Glenroy Sinclair, Staff Reporter
With tears of pain filling their eyes, several members of the Jamaica Constabulary Force (JCF) watched as the lifeless body of one of their colleagues was taken from the barracks of the Bog Walk Police Station, St. Catherine, yesterday morning.
Reports are that 24-year-old Constable Kevon Oneil Ricketts had just returned from a police operation in High Mountain, Bog Walk, and immediately went to lie down in the barracks quarters.
Several minutes later, a colleague went to the barracks room and saw Constable Ricketts lying across the bed. He attempted to wake him but got no response. An alarm was made and the constable was taken to a nearby hospital where he was pronounced dead.
The Gleaner understands that an autopsy report later showed that a brain hemorrhage was the cause of death.

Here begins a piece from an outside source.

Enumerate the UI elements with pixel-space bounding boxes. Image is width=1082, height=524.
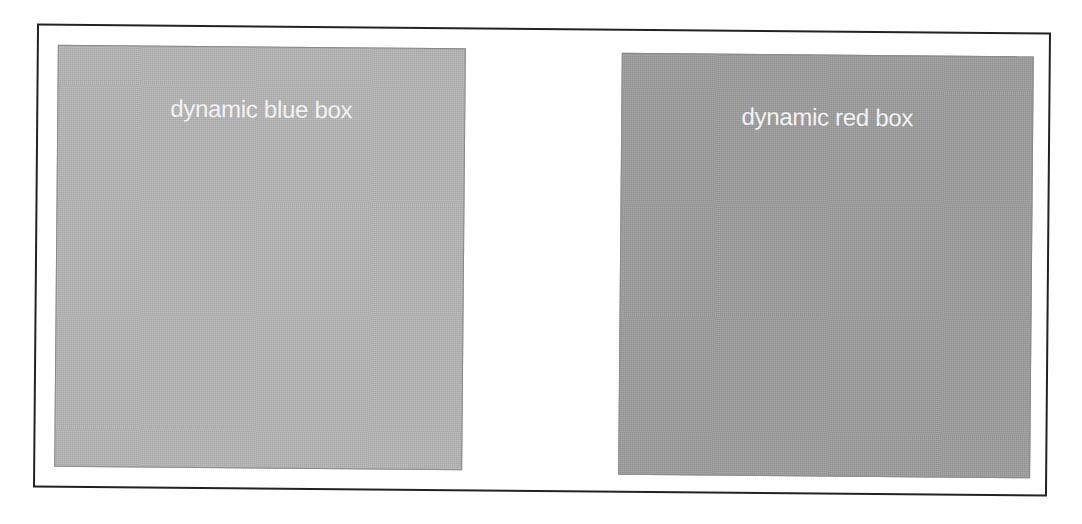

"He was a hard worker, well disciplined," said Inspector Neville Whitely, the sub-officer in charge of the Bog Walk Police Station.
Constable Ricketts was officially assigned to the traffic desk at the Linstead Police Station, but
customarily visited colleagues at the Bog Walk Station to offer
assistance. He enlisted in the JCF on September 17, 2001, a year after he completed a plumbing course at the Old Harbour Vocational Training Centre in St. Catherine.